For “bottom-rung” workers, the myth of social mobility died long before China’s slowing economy started to worry those higher up the ladder. But in its place, a devotion to the humanities has blossomed. While the majority of lower-rung authors write for no other reason than to process menial work into something meaningful, they have created a growing folk tradition of life outside the system. Migrant dorms and communes are places where artists, vloggers, musicians and writers nurture a freewheeling, troubadour spirit. Picun village on the outskirts of Beijing, which was home to thousands of migrants before it was demolished in 2023, was famous for its New Workers Art Troupe and the Picun Literature Group, in which workers hosted pop-up exhibitions, gigs, plays and poetry readings. More recently, artist Li Liao exhibited his scooter and screenshots from his Meituan “super app” at a gallery in Shenzhen, rural migrant Wang Haijia was dubbed “the courier poet” for his widely shared poem “People in a Hurry”, and 23-year-old Song Yucai become an online sensation for singing on the streets of Chengdu after grueling days out on his bike.

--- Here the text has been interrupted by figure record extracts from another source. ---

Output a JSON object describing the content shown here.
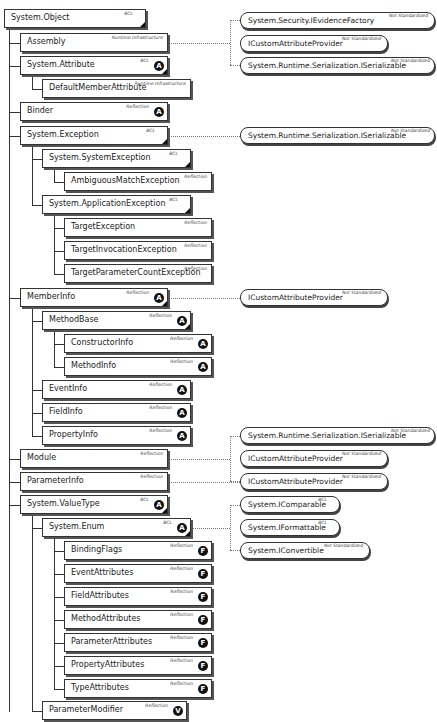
{
  "diagram": {
    "type": "class-hierarchy",
    "classes": [
      {
        "name": "System.Object",
        "tag": "BCL",
        "badge": "",
        "corner": true
      },
      {
        "name": "Assembly",
        "tag": "Runtime Infrastructure",
        "badge": "",
        "corner": false
      },
      {
        "name": "System.Attribute",
        "tag": "BCL",
        "badge": "A",
        "corner": true
      },
      {
        "name": "DefaultMemberAttribute",
        "tag": "Runtime Infrastructure",
        "badge": "",
        "corner": false
      },
      {
        "name": "Binder",
        "tag": "Reflection",
        "badge": "A",
        "corner": false
      },
      {
        "name": "System.Exception",
        "tag": "BCL",
        "badge": "",
        "corner": true
      },
      {
        "name": "System.SystemException",
        "tag": "BCL",
        "badge": "",
        "corner": true
      },
      {
        "name": "AmbiguousMatchException",
        "tag": "Reflection",
        "badge": "",
        "corner": false
      },
      {
        "name": "System.ApplicationException",
        "tag": "BCL",
        "badge": "",
        "corner": true
      },
      {
        "name": "TargetException",
        "tag": "Reflection",
        "badge": "",
        "corner": false
      },
      {
        "name": "TargetInvocationException",
        "tag": "Reflection",
        "badge": "",
        "corner": false
      },
      {
        "name": "TargetParameterCountException",
        "tag": "Reflection",
        "badge": "",
        "corner": false
      },
      {
        "name": "MemberInfo",
        "tag": "Reflection",
        "badge": "A",
        "corner": true
      },
      {
        "name": "MethodBase",
        "tag": "Reflection",
        "badge": "A",
        "corner": true
      },
      {
        "name": "ConstructorInfo",
        "tag": "Reflection",
        "badge": "A",
        "corner": false
      },
      {
        "name": "MethodInfo",
        "tag": "Reflection",
        "badge": "A",
        "corner": false
      },
      {
        "name": "EventInfo",
        "tag": "Reflection",
        "badge": "A",
        "corner": false
      },
      {
        "name": "FieldInfo",
        "tag": "Reflection",
        "badge": "A",
        "corner": false
      },
      {
        "name": "PropertyInfo",
        "tag": "Reflection",
        "badge": "A",
        "corner": false
      },
      {
        "name": "Module",
        "tag": "Reflection",
        "badge": "",
        "corner": false
      },
      {
        "name": "ParameterInfo",
        "tag": "Reflection",
        "badge": "",
        "corner": false
      },
      {
        "name": "System.ValueType",
        "tag": "BCL",
        "badge": "A",
        "corner": true
      },
      {
        "name": "System.Enum",
        "tag": "BCL",
        "badge": "A",
        "corner": true
      },
      {
        "name": "BindingFlags",
        "tag": "Reflection",
        "badge": "F",
        "corner": false
      },
      {
        "name": "EventAttributes",
        "tag": "Reflection",
        "badge": "F",
        "corner": false
      },
      {
        "name": "FieldAttributes",
        "tag": "Reflection",
        "badge": "F",
        "corner": false
      },
      {
        "name": "MethodAttributes",
        "tag": "Reflection",
        "badge": "F",
        "corner": false
      },
      {
        "name": "ParameterAttributes",
        "tag": "Reflection",
        "badge": "F",
        "corner": false
      },
      {
        "name": "PropertyAttributes",
        "tag": "Reflection",
        "badge": "F",
        "corner": false
      },
      {
        "name": "TypeAttributes",
        "tag": "Reflection",
        "badge": "F",
        "corner": false
      },
      {
        "name": "ParameterModifier",
        "tag": "Reflection",
        "badge": "V",
        "corner": false
      }
    ],
    "interfaces": [
      {
        "name": "System.Security.IEvidenceFactory",
        "tag": "Not Standardized"
      },
      {
        "name": "ICustomAttributeProvider",
        "tag": "Not Standardized"
      },
      {
        "name": "System.Runtime.Serialization.ISerializable",
        "tag": "Not Standardized"
      },
      {
        "name": "System.Runtime.Serialization.ISerializable",
        "tag": "Not Standardized"
      },
      {
        "name": "ICustomAttributeProvider",
        "tag": "Not Standardized"
      },
      {
        "name": "System.Runtime.Serialization.ISerializable",
        "tag": "Not Standardized"
      },
      {
        "name": "ICustomAttributeProvider",
        "tag": "Not Standardized"
      },
      {
        "name": "ICustomAttributeProvider",
        "tag": "Not Standardized"
      },
      {
        "name": "System.IComparable",
        "tag": "BCL"
      },
      {
        "name": "System.IFormattable",
        "tag": "BCL"
      },
      {
        "name": "System.IConvertible",
        "tag": "Not Standardized"
      }
    ]
  }
}
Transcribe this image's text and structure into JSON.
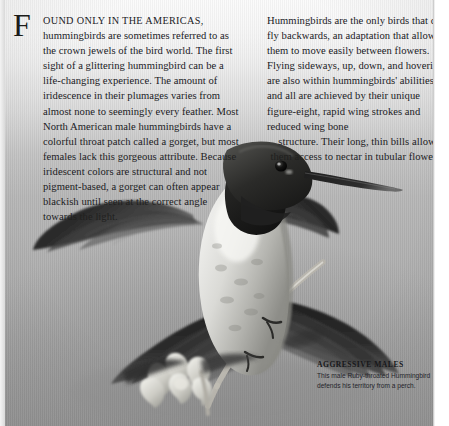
{
  "page": {
    "background_top_color": "#fbfbfb",
    "background_mid_color": "#b6b6b6",
    "background_bottom_color": "#a3a3a3",
    "text_color": "#20201e"
  },
  "article": {
    "dropcap": "F",
    "left_column": {
      "lead_smallcaps": "OUND ONLY IN THE AMERICAS,",
      "body": " hummingbirds are sometimes referred to as the crown jewels of the bird world. The first sight of a glittering hummingbird can be a life-changing experience. The amount of iridescence in their plumages varies from almost none to seemingly every feather. Most North American male hummingbirds have a colorful throat patch called a gorget, but most females lack this gorgeous attribute. Because iridescent colors are structural and not pigment-based, a gorget can often appear blackish until seen at the correct angle towards the light."
    },
    "right_column": {
      "body": "Hummingbirds are the only birds that can fly backwards, an adaptation that allows them to move easily between flowers. Flying sideways, up, down, and hovering are also within hummingbirds' abilities, and all are achieved by their unique figure-eight, rapid wing strokes and reduced wing bone",
      "tail": "structure. Their long, thin bills allow them access to nectar in tubular flowers."
    }
  },
  "caption": {
    "title": "AGGRESSIVE MALES",
    "body": "This male Ruby-throated Hummingbird defends his territory from a perch."
  },
  "photo": {
    "subject": "perched-ruby-throated-hummingbird",
    "treatment": "grayscale",
    "elements": [
      "hummingbird",
      "perch-twig",
      "flower-leaves"
    ]
  }
}
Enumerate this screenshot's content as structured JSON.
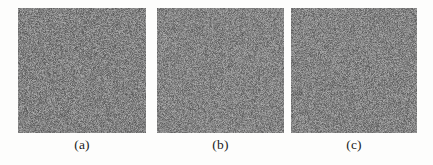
{
  "figure": {
    "kind": "image-panel-figure",
    "background_color": "#fdfdfc",
    "panel_count": 3,
    "panels": [
      {
        "id": "panel-a",
        "caption": "(a)",
        "content_type": "grayscale-noise-image",
        "mean_gray_hex": "#828282",
        "noise_amplitude": 46,
        "seed": 101,
        "x": 18,
        "y": 8,
        "width": 128,
        "height": 125
      },
      {
        "id": "panel-b",
        "caption": "(b)",
        "content_type": "grayscale-noise-image",
        "mean_gray_hex": "#848484",
        "noise_amplitude": 44,
        "seed": 202,
        "x": 157,
        "y": 8,
        "width": 127,
        "height": 125
      },
      {
        "id": "panel-c",
        "caption": "(c)",
        "content_type": "grayscale-noise-image",
        "mean_gray_hex": "#838383",
        "noise_amplitude": 45,
        "seed": 303,
        "x": 291,
        "y": 8,
        "width": 126,
        "height": 125
      }
    ]
  }
}
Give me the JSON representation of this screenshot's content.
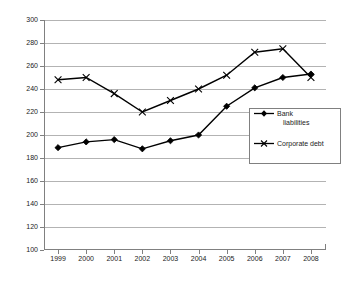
{
  "chart_data": {
    "type": "line",
    "title": "",
    "xlabel": "",
    "ylabel": "",
    "categories": [
      "1999",
      "2000",
      "2001",
      "2002",
      "2003",
      "2004",
      "2005",
      "2006",
      "2007",
      "2008"
    ],
    "ylim": [
      100,
      300
    ],
    "yticks": [
      100,
      120,
      140,
      160,
      180,
      200,
      220,
      240,
      260,
      280,
      300
    ],
    "grid": true,
    "legend_position": "inside-right",
    "series": [
      {
        "name": "Bank liabilities",
        "marker": "filled-diamond",
        "color": "#000000",
        "values": [
          189,
          194,
          196,
          188,
          195,
          200,
          225,
          241,
          250,
          253
        ]
      },
      {
        "name": "Corporate debt",
        "marker": "x-cross",
        "color": "#000000",
        "values": [
          248,
          250,
          236,
          220,
          230,
          240,
          252,
          272,
          275,
          250
        ]
      }
    ]
  },
  "legend": {
    "items": [
      {
        "label_line1": "Bank",
        "label_line2": "liabilities"
      },
      {
        "label_line1": "Corporate  debt",
        "label_line2": ""
      }
    ]
  },
  "axis": {
    "y_labels": [
      "300",
      "280",
      "260",
      "240",
      "220",
      "200",
      "180",
      "160",
      "140",
      "120",
      "100"
    ],
    "x_labels": [
      "1999",
      "2000",
      "2001",
      "2002",
      "2003",
      "2004",
      "2005",
      "2006",
      "2007",
      "2008"
    ]
  }
}
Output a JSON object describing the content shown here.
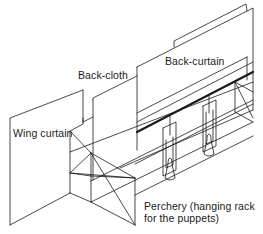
{
  "diagram": {
    "labels": {
      "back_curtain": "Back-curtain",
      "back_cloth": "Back-cloth",
      "wing_curtain": "Wing curtain",
      "perchery_line1": "Perchery (hanging rack",
      "perchery_line2": "for the puppets)"
    },
    "colors": {
      "line": "#1a1a1a",
      "background": "#ffffff"
    }
  }
}
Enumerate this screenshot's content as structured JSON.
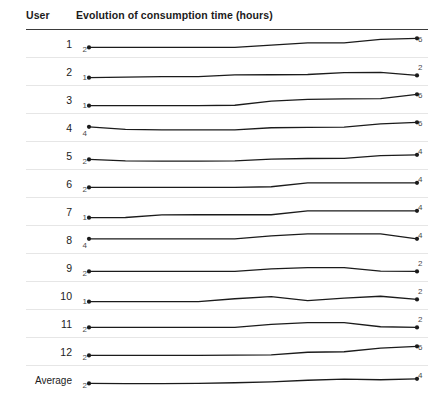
{
  "header": {
    "user_label": "User",
    "series_label": "Evolution of consumption time (hours)"
  },
  "average_label": "Average",
  "chart_data": {
    "type": "line",
    "title": "Evolution of consumption time (hours)",
    "xlabel": "",
    "ylabel": "hours",
    "grid": false,
    "legend": "none",
    "ylim": [
      0,
      7
    ],
    "x": [
      1,
      2,
      3,
      4,
      5,
      6,
      7,
      8,
      9,
      10
    ],
    "series": [
      {
        "name": "1",
        "start_value": 2,
        "end_value": 6,
        "values": [
          2,
          2,
          2,
          2,
          2,
          3,
          4,
          4,
          5.5,
          6
        ]
      },
      {
        "name": "2",
        "start_value": 1,
        "end_value": 2,
        "values": [
          1,
          1.3,
          1.5,
          1.5,
          2.2,
          2.3,
          2.4,
          3.2,
          3.3,
          2
        ]
      },
      {
        "name": "3",
        "start_value": 1,
        "end_value": 6,
        "values": [
          1,
          1,
          1,
          1,
          1.2,
          3,
          3.8,
          4,
          4.1,
          6
        ]
      },
      {
        "name": "4",
        "start_value": 4,
        "end_value": 6,
        "values": [
          4,
          2.9,
          2.7,
          2.7,
          2.7,
          3.6,
          3.8,
          3.9,
          5.3,
          6
        ]
      },
      {
        "name": "5",
        "start_value": 2,
        "end_value": 4,
        "values": [
          2,
          1.4,
          1.3,
          1.3,
          1.4,
          2.1,
          2.4,
          2.5,
          3.7,
          4
        ]
      },
      {
        "name": "6",
        "start_value": 2,
        "end_value": 4,
        "values": [
          2,
          2,
          2,
          2,
          2,
          2.3,
          4,
          4,
          4,
          4
        ]
      },
      {
        "name": "7",
        "start_value": 1,
        "end_value": 4,
        "values": [
          1,
          1.1,
          2.2,
          2.3,
          2.3,
          2.3,
          4,
          4,
          4,
          4
        ]
      },
      {
        "name": "8",
        "start_value": 4,
        "end_value": 4,
        "values": [
          4,
          4,
          4,
          4,
          4,
          5.3,
          6.2,
          6.2,
          6.2,
          4
        ]
      },
      {
        "name": "9",
        "start_value": 2,
        "end_value": 2,
        "values": [
          2,
          2,
          2,
          2,
          2,
          3.1,
          3.7,
          3.7,
          2.1,
          2
        ]
      },
      {
        "name": "10",
        "start_value": 1,
        "end_value": 2,
        "values": [
          1,
          1,
          1,
          1,
          2.3,
          3.2,
          1.5,
          2.6,
          3.4,
          2
        ]
      },
      {
        "name": "11",
        "start_value": 2,
        "end_value": 2,
        "values": [
          2,
          2,
          2,
          2,
          2,
          3.3,
          4.1,
          4.1,
          2.3,
          2
        ]
      },
      {
        "name": "12",
        "start_value": 2,
        "end_value": 6,
        "values": [
          2,
          2,
          2,
          2,
          2.1,
          2.2,
          3.4,
          3.6,
          5.2,
          6
        ]
      },
      {
        "name": "Average",
        "start_value": 2,
        "end_value": 4,
        "values": [
          2,
          1.9,
          1.9,
          2.0,
          2.3,
          2.7,
          3.4,
          3.9,
          3.6,
          4
        ]
      }
    ]
  }
}
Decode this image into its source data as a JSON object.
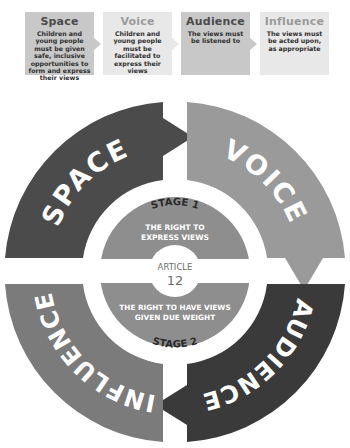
{
  "legend": [
    {
      "title": "Space",
      "description": "Children and young people must be given safe, inclusive opportunities to form and express their views",
      "tone": "dark"
    },
    {
      "title": "Voice",
      "description": "Children and young people must be facilitated to express their views",
      "tone": "light"
    },
    {
      "title": "Audience",
      "description": "The views must be listened to",
      "tone": "dark"
    },
    {
      "title": "Influence",
      "description": "The views must be acted upon, as appropriate",
      "tone": "light"
    }
  ],
  "ring": {
    "segments": [
      {
        "label": "SPACE",
        "color": "#4b4b4b"
      },
      {
        "label": "VOICE",
        "color": "#9a9a9a"
      },
      {
        "label": "AUDIENCE",
        "color": "#3a3a3a"
      },
      {
        "label": "INFLUENCE",
        "color": "#7b7b7b"
      }
    ]
  },
  "center": {
    "stage1_label": "STAGE 1",
    "stage1_line1": "THE RIGHT TO",
    "stage1_line2": "EXPRESS VIEWS",
    "article_label": "ARTICLE",
    "article_number": "12",
    "stage2_line1": "THE RIGHT TO HAVE VIEWS",
    "stage2_line2": "GIVEN DUE WEIGHT",
    "stage2_label": "STAGE 2",
    "disc_color": "#8e8e8e"
  }
}
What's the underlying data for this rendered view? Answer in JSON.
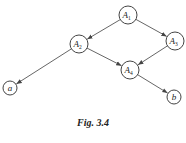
{
  "figure": {
    "caption": "Fig. 3.4",
    "nodes": [
      {
        "id": "A1",
        "label": "A",
        "sub": "1",
        "cx": 128,
        "cy": 15,
        "r": 9
      },
      {
        "id": "A2",
        "label": "A",
        "sub": "2",
        "cx": 79,
        "cy": 44,
        "r": 9
      },
      {
        "id": "A3",
        "label": "A",
        "sub": "3",
        "cx": 175,
        "cy": 41,
        "r": 9
      },
      {
        "id": "A4",
        "label": "A",
        "sub": "4",
        "cx": 130,
        "cy": 70,
        "r": 9
      },
      {
        "id": "a",
        "label": "a",
        "sub": "",
        "cx": 10,
        "cy": 88,
        "r": 7
      },
      {
        "id": "b",
        "label": "b",
        "sub": "",
        "cx": 174,
        "cy": 97,
        "r": 7
      }
    ],
    "edges": [
      {
        "from": "A1",
        "to": "A2"
      },
      {
        "from": "A1",
        "to": "A3"
      },
      {
        "from": "A2",
        "to": "a"
      },
      {
        "from": "A2",
        "to": "A4"
      },
      {
        "from": "A3",
        "to": "A4"
      },
      {
        "from": "A4",
        "to": "b"
      }
    ]
  }
}
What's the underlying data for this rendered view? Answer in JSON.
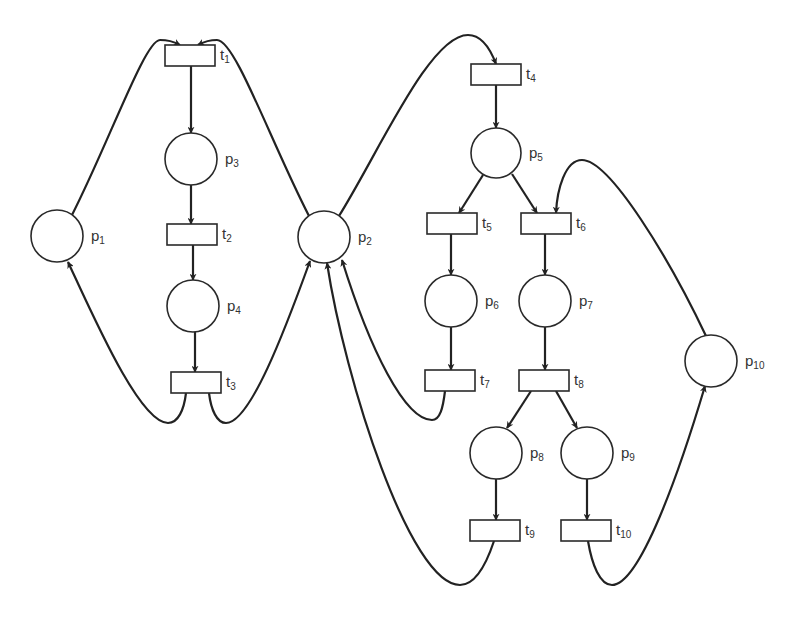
{
  "diagram": {
    "type": "petri-net",
    "places": [
      {
        "id": "p1",
        "name": "p",
        "sub": "1",
        "cx": 57,
        "cy": 236,
        "r": 26
      },
      {
        "id": "p2",
        "name": "p",
        "sub": "2",
        "cx": 324,
        "cy": 237,
        "r": 26
      },
      {
        "id": "p3",
        "name": "p",
        "sub": "3",
        "cx": 191,
        "cy": 159,
        "r": 26
      },
      {
        "id": "p4",
        "name": "p",
        "sub": "4",
        "cx": 193,
        "cy": 306,
        "r": 26
      },
      {
        "id": "p5",
        "name": "p",
        "sub": "5",
        "cx": 496,
        "cy": 153,
        "r": 25
      },
      {
        "id": "p6",
        "name": "p",
        "sub": "6",
        "cx": 451,
        "cy": 301,
        "r": 26
      },
      {
        "id": "p7",
        "name": "p",
        "sub": "7",
        "cx": 545,
        "cy": 301,
        "r": 26
      },
      {
        "id": "p8",
        "name": "p",
        "sub": "8",
        "cx": 496,
        "cy": 453,
        "r": 26
      },
      {
        "id": "p9",
        "name": "p",
        "sub": "9",
        "cx": 587,
        "cy": 453,
        "r": 26
      },
      {
        "id": "p10",
        "name": "p",
        "sub": "10",
        "cx": 711,
        "cy": 361,
        "r": 26
      }
    ],
    "transitions": [
      {
        "id": "t1",
        "name": "t",
        "sub": "1",
        "x": 165,
        "y": 45,
        "w": 50,
        "h": 21
      },
      {
        "id": "t2",
        "name": "t",
        "sub": "2",
        "x": 167,
        "y": 224,
        "w": 50,
        "h": 21
      },
      {
        "id": "t3",
        "name": "t",
        "sub": "3",
        "x": 171,
        "y": 372,
        "w": 50,
        "h": 21
      },
      {
        "id": "t4",
        "name": "t",
        "sub": "4",
        "x": 471,
        "y": 64,
        "w": 50,
        "h": 21
      },
      {
        "id": "t5",
        "name": "t",
        "sub": "5",
        "x": 427,
        "y": 213,
        "w": 50,
        "h": 21
      },
      {
        "id": "t6",
        "name": "t",
        "sub": "6",
        "x": 521,
        "y": 213,
        "w": 50,
        "h": 21
      },
      {
        "id": "t7",
        "name": "t",
        "sub": "7",
        "x": 425,
        "y": 370,
        "w": 50,
        "h": 21
      },
      {
        "id": "t8",
        "name": "t",
        "sub": "8",
        "x": 519,
        "y": 370,
        "w": 50,
        "h": 21
      },
      {
        "id": "t9",
        "name": "t",
        "sub": "9",
        "x": 470,
        "y": 520,
        "w": 50,
        "h": 21
      },
      {
        "id": "t10",
        "name": "t",
        "sub": "10",
        "x": 561,
        "y": 520,
        "w": 50,
        "h": 21
      }
    ],
    "arcs": [
      {
        "from": "p1",
        "to": "t1",
        "d": "M72,215 C110,140 145,40 160,40 C172,40 178,44 180,45"
      },
      {
        "from": "p2",
        "to": "t1",
        "d": "M309,216 C270,140 235,40 217,40 C206,40 200,44 198,45"
      },
      {
        "from": "t1",
        "to": "p3",
        "d": "M191,66 L191,133"
      },
      {
        "from": "p3",
        "to": "t2",
        "d": "M191,185 L191,224"
      },
      {
        "from": "t2",
        "to": "p4",
        "d": "M193,245 L193,280"
      },
      {
        "from": "p4",
        "to": "t3",
        "d": "M195,332 L195,372"
      },
      {
        "from": "t3",
        "to": "p1",
        "d": "M186,393 C184,410 178,423 168,423 C140,423 95,320 68,262"
      },
      {
        "from": "t3",
        "to": "p2",
        "d": "M209,393 C211,410 217,423 226,423 C250,423 285,330 310,261"
      },
      {
        "from": "p2",
        "to": "t4",
        "d": "M339,216 C380,150 430,35 468,35 C482,35 490,48 496,64"
      },
      {
        "from": "t4",
        "to": "p5",
        "d": "M496,85 L496,128"
      },
      {
        "from": "p5",
        "to": "t5",
        "d": "M483,175 L459,213"
      },
      {
        "from": "p5",
        "to": "t6",
        "d": "M512,174 L537,213"
      },
      {
        "from": "p10",
        "to": "t6",
        "d": "M706,336 C670,260 610,160 582,160 C565,160 557,190 556,213"
      },
      {
        "from": "t5",
        "to": "p6",
        "d": "M451,234 L451,275"
      },
      {
        "from": "t6",
        "to": "p7",
        "d": "M545,234 L545,275"
      },
      {
        "from": "p6",
        "to": "t7",
        "d": "M451,327 L451,370"
      },
      {
        "from": "p7",
        "to": "t8",
        "d": "M545,327 L545,370"
      },
      {
        "from": "t7",
        "to": "p2",
        "d": "M445,391 C443,408 440,420 432,420 C405,420 370,350 342,260"
      },
      {
        "from": "t8",
        "to": "p8",
        "d": "M531,391 L507,428"
      },
      {
        "from": "t8",
        "to": "p9",
        "d": "M556,391 L577,428"
      },
      {
        "from": "p8",
        "to": "t9",
        "d": "M496,479 L496,520"
      },
      {
        "from": "p9",
        "to": "t10",
        "d": "M587,479 L587,520"
      },
      {
        "from": "t9",
        "to": "p2",
        "d": "M494,541 C486,565 475,585 460,585 C410,585 345,380 327,263"
      },
      {
        "from": "t10",
        "to": "p10",
        "d": "M588,541 C592,565 600,585 612,585 C640,585 680,470 705,386"
      }
    ]
  }
}
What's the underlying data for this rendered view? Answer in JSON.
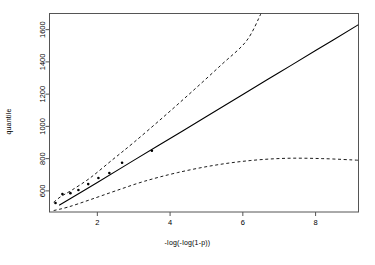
{
  "chart_data": {
    "type": "scatter",
    "title": "",
    "subtitle": "",
    "xlabel": "-log(-log(1-p))",
    "ylabel": "quantile",
    "xlim": [
      0.685,
      9.18
    ],
    "ylim": [
      469,
      1700
    ],
    "grid": false,
    "legend": null,
    "xticks": [
      2,
      4,
      6,
      8
    ],
    "xtick_labels": [
      "2",
      "4",
      "6",
      "8"
    ],
    "yticks": [
      600,
      800,
      1000,
      1200,
      1400,
      1600
    ],
    "ytick_labels": [
      "600",
      "800",
      "1000",
      "1200",
      "1400",
      "1600"
    ],
    "box": true,
    "series": [
      {
        "name": "observed quantiles",
        "type": "scatter",
        "marker": "filled-circle",
        "color": "#000000",
        "points": [
          {
            "x": 0.85,
            "y": 525
          },
          {
            "x": 1.04,
            "y": 580
          },
          {
            "x": 1.26,
            "y": 586
          },
          {
            "x": 1.48,
            "y": 605
          },
          {
            "x": 1.75,
            "y": 642
          },
          {
            "x": 2.03,
            "y": 680
          },
          {
            "x": 2.33,
            "y": 711
          },
          {
            "x": 2.68,
            "y": 774
          },
          {
            "x": 3.5,
            "y": 849
          }
        ]
      },
      {
        "name": "fitted quantile line",
        "type": "line",
        "style": "solid",
        "color": "#000000",
        "x": [
          0.95,
          2.0,
          3.0,
          4.0,
          5.0,
          6.0,
          7.0,
          8.0,
          9.18
        ],
        "y": [
          511,
          652,
          789,
          925,
          1061,
          1198,
          1334,
          1470,
          1631
        ]
      },
      {
        "name": "upper confidence band",
        "type": "line",
        "style": "dashed",
        "color": "#000000",
        "x": [
          0.8,
          1.0,
          1.3,
          1.8,
          2.4,
          3.0,
          3.8,
          4.6,
          5.4,
          6.1,
          6.5
        ],
        "y": [
          530,
          565,
          605,
          680,
          790,
          900,
          1055,
          1215,
          1380,
          1530,
          1700
        ]
      },
      {
        "name": "lower confidence band",
        "type": "line",
        "style": "dashed",
        "color": "#000000",
        "x": [
          0.8,
          1.2,
          1.8,
          2.5,
          3.3,
          4.2,
          5.2,
          6.2,
          7.2,
          8.2,
          9.18
        ],
        "y": [
          478,
          500,
          545,
          600,
          660,
          713,
          758,
          788,
          802,
          800,
          790
        ]
      }
    ]
  },
  "axis": {
    "x_label": "-log(-log(1-p))",
    "y_label": "quantile"
  }
}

Many white-collar workers are following their lead, turning back to the humanities, and even returning to the countryside to work the land. Having been warned against studying non-vocational subjects by anxious parents and strident educational influencers, the young have decided they no longer want earning potential to shape their decisions. Interest is growing in rural reconstruction movements such as the Bishan project — a rural commune committed to bringing modern ideas and culture back to traditional village life that was shut down by the local government in 2016. And people continue to intentionally set up libraries and artistic communities away from cities. The countryside is once again becoming a place of the imagination.

Rattled by the prospect of graduates turning into a bunch of work-shy hippies, Xi Jinping announced in 2021 that it was necessary to stop what he called this trend of “involution” and “laying down”. One way to do this was to “disrobe”. In a public ticking-off of disillusioned university graduates, state broadcaster CCTV suggested they consider “taking off the long gown”. This is a reference to a story by one of China’s most revered writers, Lu Xun, in which failed scholar Kong Yiji insists on wearing the “long gown”, the sartorial symbol of wealth and education, in contrast to the “short jackets” worn by the poor and uneducated. The moral of the story is that status is a trap and those who cling to it are obtuse and conceited. By continuing to ally itself with Lu Xun, a writer beloved by Mao, the CCP is trying to shift the focus away from its own economic responsibilities towards China’s workforce to the moral responsibilities of the individual.

One proponent of disrobing is Ding Yuanzhao, a graduate of Oxford as well as China’s two most prestigious universities, Tsinghua and Peking, who this year was forced to sign up as a delivery driver when he couldn’t find a suitable job. It offered him a stable income, he told the Oxford Mail cheerfully, and it enabled him to “make a contribution to society”. He will not be the last scholar destined for a wardrobe change.

In her science fiction story Folding Beijing, Chinese novelist Hao Jingfang imagined a future in which the different classes of society were physically separated into three spaces, and that traveling between them was a criminal offense. Now it seems possible that white-collar and blue-collar workers are folding into one. Automation, algorithms and AI pose existential threats to everyone’s role in society; all workers will end up competing for similar jobs. In such a world, literature offers an opportunity to live beyond the rat race.


Megan Walsh is an arts journalist and author of The Subplot: What China Is Reading and Why It Matters.